Landican and Arrowe Park, 26th February 2017

Our plan for Landican Cemetery was to look for Brown Hares, which are known to be there, occasionally nibbling the freshly-offered bouquets of flowers. In the event only two of the group saw one (not me, so no picture). It loped off from a lawn near the CWGC enclosure into the woody cemetery edge. The rest of us were too busy looking at a fallen tree.  Storm Doris passed through last Thursday, and we saw several trees down by the roadside on the way. There were some spectacular casualties in Landican, including this snapped-off Leyland Cypress.

In the corners of the CWGC area they have planted some small ornamental trees which had clusters of bursting pink buds. Too early for cherry. Almond? But there was a single long-stemmed fruit looking like a spotty orangey rose hip, about the size of a hawthorn berry.  One of the Service Tree group?  No idea.

There were Irish Yews dotted about. They are classed as the same species as Common Yew Taxus baccata, but of the variety ‘Fastigiata’ (meaning upright or vertical). I checked about a dozen of them as I went past, to see if they were male or female. All the ones I looked at were male, with clusters of “blobs” full of pollen sporangia. When I looked them up at home the book said Irish Yews are usually all female. Huh? Then I looked at the picture again and noticed that they had yellow-edged leaves, which makes them variety ‘Fastigiata Aurea’, which are all male clones. Puzzle solved.

There weren’t many birds about. We saw the odd Great Tit and Crow, and a Buzzard passed overhead. Last week’s star turn Buzzard was worth 25 I-Spy points and took the bird total to 585 but we added no new ones today. As for mammals, there was the Hare, the odd Grey Squirrel and lines of fresh Molehills. We remarked that many of the trees had bird boxes but, unusually, they were all different shapes and sizes. All of them had memorial plaques on them, so they must be the latest fashion in remembrance.

On the opposite side of Arrowe Park Road is the old Ranger’s house, now sadly derelict.

We had our lunch on the bench there, where we were sheltered from the gusty wind. It had had a lovely garden once, with a tall Deodar, Jasmine by the door and masses of Snowdrops and Daffodils beyond the lawn. The gateway out to the Park was adorned with a huge twisted trunk of a climber, perhaps a Clematis.

The Common Yew there was also a male tree, and when it was shaken, produced clouds of pollen.

In the park, we found two more trees for our list. The first was a Lawson’s Cypress ‎Chamaecyparis lawsoniana, worth 15 points. It’s a tall, dense, columnar evergreen tree.

The foliage is dark green, said to smell a little like parsley, and the tiny leaves, pressed close to the stem, have white edges. The effect is to make each frond appear to have white diamonds or zigzags along it.

Further into the shrubbery was an even taller tree, a Giant Sequoia or Wellingtonia Sequoiadendron giganteum.

It’s another “Top Spot” 25-pointer, and we doubled those points by answering the question “The world’s most massive tree is in the Sequoia National Park in America. What is it called?” (Answer at the end). Our tree total is now 395 points. The cones are big, but not enormous, and the foliage is showing the male flowers at the tips. They ought to be yellow with pollen, but they might have been nipped by the frost.

The sun came out while I was on the way home. There was the unusual sight of all the deciduous roadside trees brightly lit by sunshine whilst still bare and grey.
(Answer: The General Sherman tree).

Public transport details: Bus 472 from Sir Thomas Street at 10.12, arriving Arrowe Park Road / Woodchurch Road at 10.48. Returned from Woodchurch Road / Church Lane, near the Arrowe Park pub, on the 471 at 1.35, arriving Liverpool city centre at 2.03.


Below are the records; collect from them each line containing the string "Babies".

= = = =

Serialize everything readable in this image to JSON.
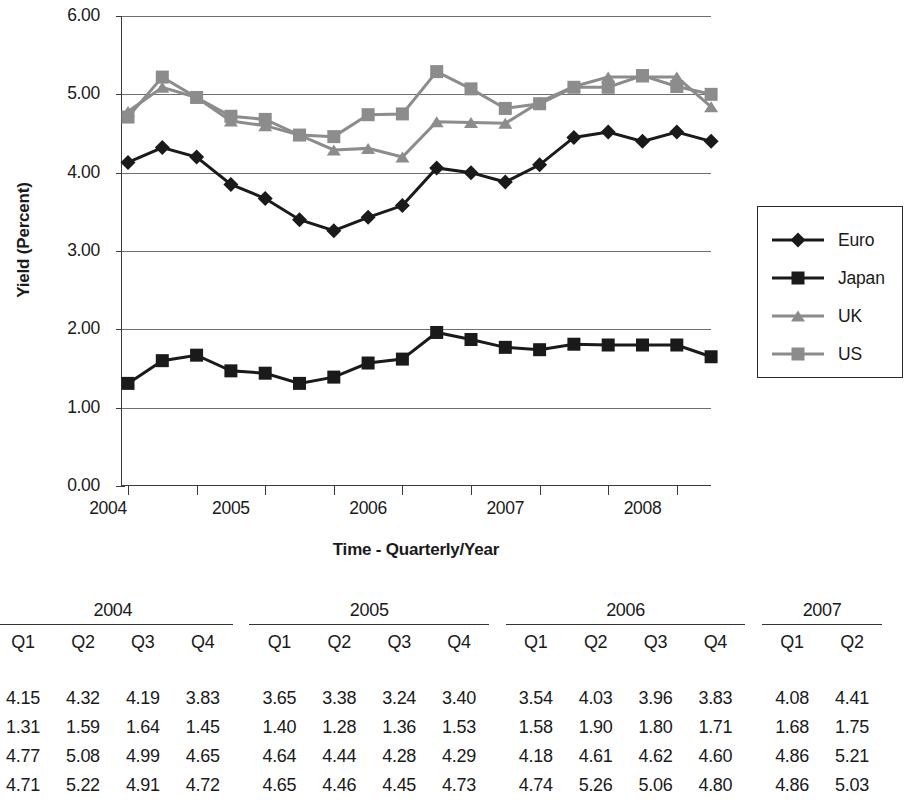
{
  "chart_data": {
    "type": "line",
    "title": "",
    "xlabel": "Time - Quarterly/Year",
    "ylabel": "Yield (Percent)",
    "ylim": [
      0.0,
      6.0
    ],
    "ytick_labels": [
      "0.00",
      "1.00",
      "2.00",
      "3.00",
      "4.00",
      "5.00",
      "6.00"
    ],
    "ytick_values": [
      0.0,
      1.0,
      2.0,
      3.0,
      4.0,
      5.0,
      6.0
    ],
    "grid": "horizontal",
    "legend_position": "right",
    "x_axis_year_labels": [
      "2004",
      "2005",
      "2006",
      "2007",
      "2008"
    ],
    "x": [
      "2004 Q2",
      "2004 Q3",
      "2004 Q4",
      "2005 Q1",
      "2005 Q2",
      "2005 Q3",
      "2005 Q4",
      "2006 Q1",
      "2006 Q2",
      "2006 Q3",
      "2006 Q4",
      "2007 Q1",
      "2007 Q2",
      "2007 Q3",
      "2007 Q4",
      "2008 Q1",
      "2008 Q2",
      "2008 Q3"
    ],
    "series": [
      {
        "name": "Euro",
        "marker": "diamond",
        "color": "#1a1a1a",
        "values": [
          4.13,
          4.32,
          4.2,
          3.85,
          3.67,
          3.4,
          3.26,
          3.43,
          3.58,
          4.06,
          4.0,
          3.88,
          4.1,
          4.45,
          4.52,
          4.4,
          4.52,
          4.4
        ]
      },
      {
        "name": "Japan",
        "marker": "square",
        "color": "#1a1a1a",
        "values": [
          1.31,
          1.6,
          1.67,
          1.47,
          1.44,
          1.31,
          1.39,
          1.57,
          1.62,
          1.96,
          1.87,
          1.77,
          1.74,
          1.81,
          1.8,
          1.8,
          1.8,
          1.65
        ]
      },
      {
        "name": "UK",
        "marker": "triangle",
        "color": "#8c8c8c",
        "values": [
          4.78,
          5.09,
          4.96,
          4.66,
          4.6,
          4.48,
          4.29,
          4.31,
          4.2,
          4.65,
          4.64,
          4.63,
          4.9,
          5.1,
          5.22,
          5.22,
          5.22,
          4.84
        ]
      },
      {
        "name": "US",
        "marker": "square",
        "color": "#8c8c8c",
        "values": [
          4.71,
          5.22,
          4.96,
          4.72,
          4.68,
          4.48,
          4.46,
          4.74,
          4.75,
          5.29,
          5.07,
          4.82,
          4.88,
          5.09,
          5.09,
          5.24,
          5.1,
          5.0
        ]
      }
    ]
  },
  "legend": {
    "items": [
      {
        "label": "Euro",
        "marker": "diamond-marker",
        "color": "#1a1a1a"
      },
      {
        "label": "Japan",
        "marker": "square-marker",
        "color": "#1a1a1a"
      },
      {
        "label": "UK",
        "marker": "triangle-marker",
        "color": "#8c8c8c"
      },
      {
        "label": "US",
        "marker": "square-marker",
        "color": "#8c8c8c"
      }
    ]
  },
  "table": {
    "note_left_cropped": true,
    "note_right_cropped": true,
    "year_groups": [
      "2004",
      "2005",
      "2006",
      "2007"
    ],
    "quarters": [
      "Q1",
      "Q2",
      "Q3",
      "Q4"
    ],
    "quarters_last_group": [
      "Q1",
      "Q2"
    ],
    "rows": [
      {
        "label": "",
        "values_2004": [
          "4.15",
          "4.32",
          "4.19",
          "3.83"
        ],
        "values_2005": [
          "3.65",
          "3.38",
          "3.24",
          "3.40"
        ],
        "values_2006": [
          "3.54",
          "4.03",
          "3.96",
          "3.83"
        ],
        "values_2007": [
          "4.08",
          "4.41"
        ]
      },
      {
        "label": "",
        "values_2004": [
          "1.31",
          "1.59",
          "1.64",
          "1.45"
        ],
        "values_2005": [
          "1.40",
          "1.28",
          "1.36",
          "1.53"
        ],
        "values_2006": [
          "1.58",
          "1.90",
          "1.80",
          "1.71"
        ],
        "values_2007": [
          "1.68",
          "1.75"
        ]
      },
      {
        "label": "",
        "values_2004": [
          "4.77",
          "5.08",
          "4.99",
          "4.65"
        ],
        "values_2005": [
          "4.64",
          "4.44",
          "4.28",
          "4.29"
        ],
        "values_2006": [
          "4.18",
          "4.61",
          "4.62",
          "4.60"
        ],
        "values_2007": [
          "4.86",
          "5.21"
        ]
      },
      {
        "label": "",
        "values_2004": [
          "4.71",
          "5.22",
          "4.91",
          "4.72"
        ],
        "values_2005": [
          "4.65",
          "4.46",
          "4.45",
          "4.73"
        ],
        "values_2006": [
          "4.74",
          "5.26",
          "5.06",
          "4.80"
        ],
        "values_2007": [
          "4.86",
          "5.03"
        ]
      }
    ]
  }
}
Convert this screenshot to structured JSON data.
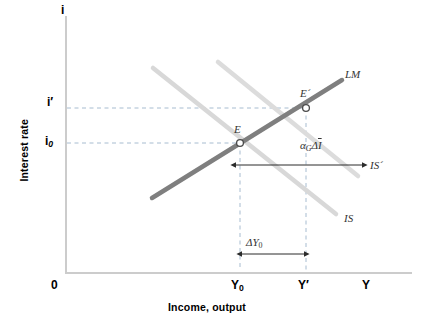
{
  "figure": {
    "type": "IS-LM macroeconomic diagram",
    "background_color": "#ffffff"
  },
  "axes": {
    "y_axis_title": "Interest rate",
    "y_axis_symbol": "i",
    "x_axis_title": "Income, output",
    "x_axis_symbol": "Y",
    "origin_label": "0",
    "axis_color": "#c9c9c9"
  },
  "ticks": {
    "y": [
      {
        "label_html": "i<span class=\"sub\">0</span>",
        "plain": "i0",
        "value_px": 142
      },
      {
        "label_html": "i′",
        "plain": "i'",
        "value_px": 103
      }
    ],
    "x": [
      {
        "label_html": "Y<span class=\"subn\">0</span>",
        "plain": "Y0",
        "value_px": 240
      },
      {
        "label_html": "Y′",
        "plain": "Y'",
        "value_px": 306
      }
    ]
  },
  "curves": [
    {
      "name": "LM",
      "label": "LM",
      "color": "#808080",
      "width": 4,
      "x1": 152,
      "y1": 198,
      "x2": 342,
      "y2": 80
    },
    {
      "name": "IS",
      "label": "IS",
      "color": "#d6d6d6",
      "width": 4,
      "x1": 153,
      "y1": 68,
      "x2": 336,
      "y2": 214
    },
    {
      "name": "IS-prime",
      "label": "IS´",
      "color": "#d6d6d6",
      "width": 4,
      "x1": 218,
      "y1": 62,
      "x2": 358,
      "y2": 176
    }
  ],
  "points": [
    {
      "name": "E",
      "label": "E",
      "x": 240,
      "y": 143
    },
    {
      "name": "E'",
      "label": "E´",
      "x": 306,
      "y": 108
    }
  ],
  "annotations": {
    "shift_label_html": "α<span class=\"sub\">G</span>Δ<span class=\"ovl\">I</span>",
    "shift_label_plain": "α_G ΔĪ",
    "output_change_html": "ΔY<span class=\"subn\">0</span>",
    "output_change_plain": "ΔY0"
  },
  "guide_lines": {
    "color": "#9fb4c7",
    "style": "dashed"
  }
}
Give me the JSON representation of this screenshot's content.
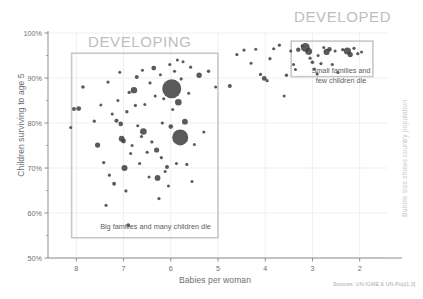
{
  "chart_data": {
    "type": "scatter",
    "title": "",
    "xlabel": "Babies per woman",
    "ylabel": "Children surviving to age 5",
    "xlim": [
      8.6,
      1.4
    ],
    "ylim": [
      50,
      100
    ],
    "x_ticks": [
      "8",
      "7",
      "6",
      "5",
      "4",
      "3",
      "2"
    ],
    "x_tick_values": [
      8,
      7,
      6,
      5,
      4,
      3,
      2
    ],
    "y_ticks": [
      "50%",
      "60%",
      "70%",
      "80%",
      "90%",
      "100%"
    ],
    "y_tick_values": [
      50,
      60,
      70,
      80,
      90,
      100
    ],
    "y_minor_tick_values": [
      55,
      65,
      75,
      85,
      95
    ],
    "x_axis_inverted": true,
    "grid": "light vertical and horizontal gridlines at major ticks",
    "legend": "none",
    "bubble_encoding": "Bubble size shows country population",
    "bubble_color": "#3f3f41",
    "annotations": [
      {
        "name": "developing",
        "heading": "DEVELOPING",
        "caption": "Big families and many children die",
        "box_x_range": [
          8.1,
          5.0
        ],
        "box_y_range": [
          54.5,
          95.5
        ]
      },
      {
        "name": "developed",
        "heading": "DEVELOPED",
        "caption_line1": "Small families and",
        "caption_line2": "few children die",
        "box_x_range": [
          3.45,
          1.72
        ],
        "box_y_range": [
          90.3,
          98.2
        ]
      }
    ],
    "points": [
      {
        "x": 8.05,
        "y": 83.1,
        "r": 2.0
      },
      {
        "x": 8.12,
        "y": 79.0,
        "r": 1.5
      },
      {
        "x": 7.95,
        "y": 83.2,
        "r": 2.4
      },
      {
        "x": 7.86,
        "y": 88.0,
        "r": 1.8
      },
      {
        "x": 7.62,
        "y": 80.4,
        "r": 1.6
      },
      {
        "x": 7.55,
        "y": 75.1,
        "r": 2.6
      },
      {
        "x": 7.48,
        "y": 84.0,
        "r": 1.5
      },
      {
        "x": 7.42,
        "y": 71.2,
        "r": 1.6
      },
      {
        "x": 7.37,
        "y": 61.7,
        "r": 1.6
      },
      {
        "x": 7.33,
        "y": 89.1,
        "r": 1.6
      },
      {
        "x": 7.3,
        "y": 68.4,
        "r": 1.6
      },
      {
        "x": 7.24,
        "y": 82.0,
        "r": 1.5
      },
      {
        "x": 7.2,
        "y": 66.5,
        "r": 1.9
      },
      {
        "x": 7.15,
        "y": 80.5,
        "r": 2.1
      },
      {
        "x": 7.12,
        "y": 85.0,
        "r": 1.5
      },
      {
        "x": 7.08,
        "y": 91.3,
        "r": 1.5
      },
      {
        "x": 7.06,
        "y": 79.8,
        "r": 2.3
      },
      {
        "x": 7.04,
        "y": 76.5,
        "r": 2.9
      },
      {
        "x": 7.0,
        "y": 76.0,
        "r": 2.4
      },
      {
        "x": 6.98,
        "y": 70.0,
        "r": 3.0
      },
      {
        "x": 6.95,
        "y": 64.9,
        "r": 1.6
      },
      {
        "x": 6.93,
        "y": 82.5,
        "r": 1.7
      },
      {
        "x": 6.9,
        "y": 57.3,
        "r": 1.9
      },
      {
        "x": 6.88,
        "y": 86.8,
        "r": 1.7
      },
      {
        "x": 6.85,
        "y": 73.2,
        "r": 1.5
      },
      {
        "x": 6.82,
        "y": 75.0,
        "r": 1.5
      },
      {
        "x": 6.78,
        "y": 87.3,
        "r": 3.2
      },
      {
        "x": 6.75,
        "y": 83.9,
        "r": 1.6
      },
      {
        "x": 6.72,
        "y": 90.2,
        "r": 2.0
      },
      {
        "x": 6.7,
        "y": 79.4,
        "r": 1.5
      },
      {
        "x": 6.66,
        "y": 71.0,
        "r": 1.6
      },
      {
        "x": 6.62,
        "y": 77.0,
        "r": 1.6
      },
      {
        "x": 6.6,
        "y": 91.7,
        "r": 1.5
      },
      {
        "x": 6.58,
        "y": 78.1,
        "r": 3.3
      },
      {
        "x": 6.55,
        "y": 84.1,
        "r": 1.5
      },
      {
        "x": 6.5,
        "y": 73.5,
        "r": 1.6
      },
      {
        "x": 6.46,
        "y": 68.0,
        "r": 1.5
      },
      {
        "x": 6.44,
        "y": 88.9,
        "r": 1.6
      },
      {
        "x": 6.4,
        "y": 75.8,
        "r": 1.6
      },
      {
        "x": 6.36,
        "y": 92.2,
        "r": 2.4
      },
      {
        "x": 6.33,
        "y": 86.0,
        "r": 1.5
      },
      {
        "x": 6.3,
        "y": 74.0,
        "r": 2.6
      },
      {
        "x": 6.28,
        "y": 67.8,
        "r": 2.9
      },
      {
        "x": 6.25,
        "y": 63.2,
        "r": 1.6
      },
      {
        "x": 6.22,
        "y": 90.7,
        "r": 1.5
      },
      {
        "x": 6.2,
        "y": 72.3,
        "r": 1.6
      },
      {
        "x": 6.18,
        "y": 80.0,
        "r": 1.6
      },
      {
        "x": 6.15,
        "y": 85.4,
        "r": 1.5
      },
      {
        "x": 6.12,
        "y": 69.2,
        "r": 1.5
      },
      {
        "x": 6.08,
        "y": 70.2,
        "r": 2.0
      },
      {
        "x": 6.05,
        "y": 66.0,
        "r": 1.5
      },
      {
        "x": 6.02,
        "y": 93.0,
        "r": 1.6
      },
      {
        "x": 6.0,
        "y": 79.2,
        "r": 2.3
      },
      {
        "x": 5.98,
        "y": 87.6,
        "r": 9.5
      },
      {
        "x": 5.96,
        "y": 83.0,
        "r": 1.5
      },
      {
        "x": 5.92,
        "y": 91.5,
        "r": 1.6
      },
      {
        "x": 5.88,
        "y": 71.0,
        "r": 1.5
      },
      {
        "x": 5.86,
        "y": 94.0,
        "r": 1.5
      },
      {
        "x": 5.84,
        "y": 84.6,
        "r": 3.3
      },
      {
        "x": 5.8,
        "y": 76.8,
        "r": 8.0
      },
      {
        "x": 5.78,
        "y": 89.8,
        "r": 1.6
      },
      {
        "x": 5.74,
        "y": 93.6,
        "r": 1.5
      },
      {
        "x": 5.7,
        "y": 80.3,
        "r": 2.9
      },
      {
        "x": 5.66,
        "y": 70.8,
        "r": 1.6
      },
      {
        "x": 5.62,
        "y": 86.6,
        "r": 1.5
      },
      {
        "x": 5.58,
        "y": 92.4,
        "r": 1.6
      },
      {
        "x": 5.55,
        "y": 67.0,
        "r": 1.5
      },
      {
        "x": 5.5,
        "y": 75.2,
        "r": 1.5
      },
      {
        "x": 5.4,
        "y": 90.6,
        "r": 2.7
      },
      {
        "x": 5.3,
        "y": 78.0,
        "r": 1.5
      },
      {
        "x": 5.2,
        "y": 91.5,
        "r": 1.7
      },
      {
        "x": 5.05,
        "y": 88.0,
        "r": 1.6
      },
      {
        "x": 4.75,
        "y": 88.2,
        "r": 2.0
      },
      {
        "x": 4.6,
        "y": 95.2,
        "r": 1.6
      },
      {
        "x": 4.45,
        "y": 96.2,
        "r": 1.6
      },
      {
        "x": 4.3,
        "y": 93.3,
        "r": 1.5
      },
      {
        "x": 4.2,
        "y": 96.4,
        "r": 1.5
      },
      {
        "x": 4.1,
        "y": 90.8,
        "r": 1.6
      },
      {
        "x": 4.02,
        "y": 89.9,
        "r": 2.4
      },
      {
        "x": 3.96,
        "y": 89.4,
        "r": 1.6
      },
      {
        "x": 3.9,
        "y": 94.3,
        "r": 1.6
      },
      {
        "x": 3.82,
        "y": 96.5,
        "r": 1.6
      },
      {
        "x": 3.7,
        "y": 97.3,
        "r": 1.6
      },
      {
        "x": 3.55,
        "y": 90.6,
        "r": 1.7
      },
      {
        "x": 3.46,
        "y": 96.0,
        "r": 1.5
      },
      {
        "x": 3.4,
        "y": 93.0,
        "r": 1.5
      },
      {
        "x": 3.36,
        "y": 91.9,
        "r": 1.5
      },
      {
        "x": 3.3,
        "y": 96.3,
        "r": 2.2
      },
      {
        "x": 3.22,
        "y": 97.1,
        "r": 1.5
      },
      {
        "x": 3.15,
        "y": 96.8,
        "r": 4.4
      },
      {
        "x": 3.08,
        "y": 95.9,
        "r": 3.4
      },
      {
        "x": 3.05,
        "y": 94.4,
        "r": 1.6
      },
      {
        "x": 3.0,
        "y": 93.5,
        "r": 1.8
      },
      {
        "x": 2.96,
        "y": 92.0,
        "r": 1.6
      },
      {
        "x": 2.88,
        "y": 95.0,
        "r": 1.5
      },
      {
        "x": 2.82,
        "y": 93.2,
        "r": 1.6
      },
      {
        "x": 2.76,
        "y": 96.8,
        "r": 1.5
      },
      {
        "x": 2.7,
        "y": 95.8,
        "r": 3.1
      },
      {
        "x": 2.64,
        "y": 96.4,
        "r": 2.3
      },
      {
        "x": 2.58,
        "y": 93.0,
        "r": 1.6
      },
      {
        "x": 2.52,
        "y": 96.0,
        "r": 1.5
      },
      {
        "x": 2.46,
        "y": 91.2,
        "r": 1.5
      },
      {
        "x": 2.36,
        "y": 96.3,
        "r": 1.6
      },
      {
        "x": 2.26,
        "y": 96.0,
        "r": 3.6
      },
      {
        "x": 2.2,
        "y": 95.2,
        "r": 2.6
      },
      {
        "x": 2.12,
        "y": 96.6,
        "r": 1.6
      },
      {
        "x": 2.04,
        "y": 95.4,
        "r": 1.6
      },
      {
        "x": 1.96,
        "y": 95.8,
        "r": 1.5
      },
      {
        "x": 3.6,
        "y": 86.0,
        "r": 1.5
      },
      {
        "x": 2.9,
        "y": 90.9,
        "r": 1.6
      }
    ]
  },
  "labels": {
    "developing_heading": "DEVELOPING",
    "developed_heading": "DEVELOPED",
    "developing_caption": "Big families and many children die",
    "developed_caption_line1": "Small families and",
    "developed_caption_line2": "few children die",
    "x_axis_title": "Babies per woman",
    "y_axis_title": "Children surviving to age 5",
    "bubble_note": "Bubble size shows country population",
    "source_note": "Sources: UN-IGME & UN-Pop[1,3]"
  },
  "colors": {
    "bubble": "#3f3f41",
    "axis": "#808285",
    "grid": "#eeeff0",
    "box": "#c7c8ca",
    "heading": "#bcbec0",
    "text": "#6d6e71",
    "faint": "#c9cacc"
  }
}
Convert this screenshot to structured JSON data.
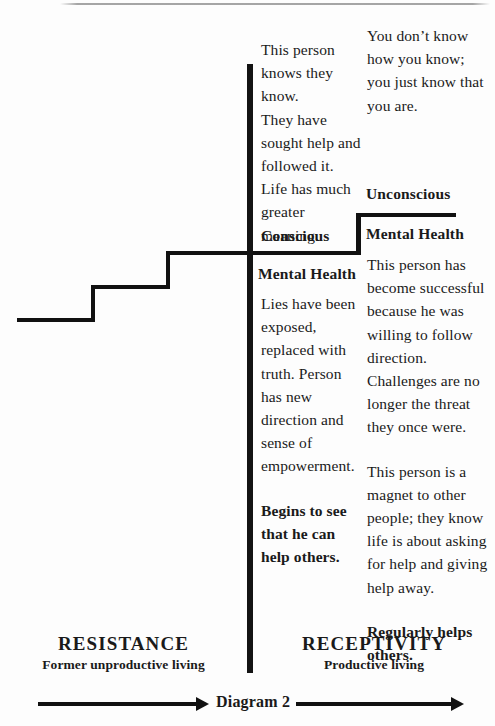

= = = =

**EXERCISE OUTPUT**
    "xlabel": "Babies per woman",
    "x_axis_title": "Babies per woman",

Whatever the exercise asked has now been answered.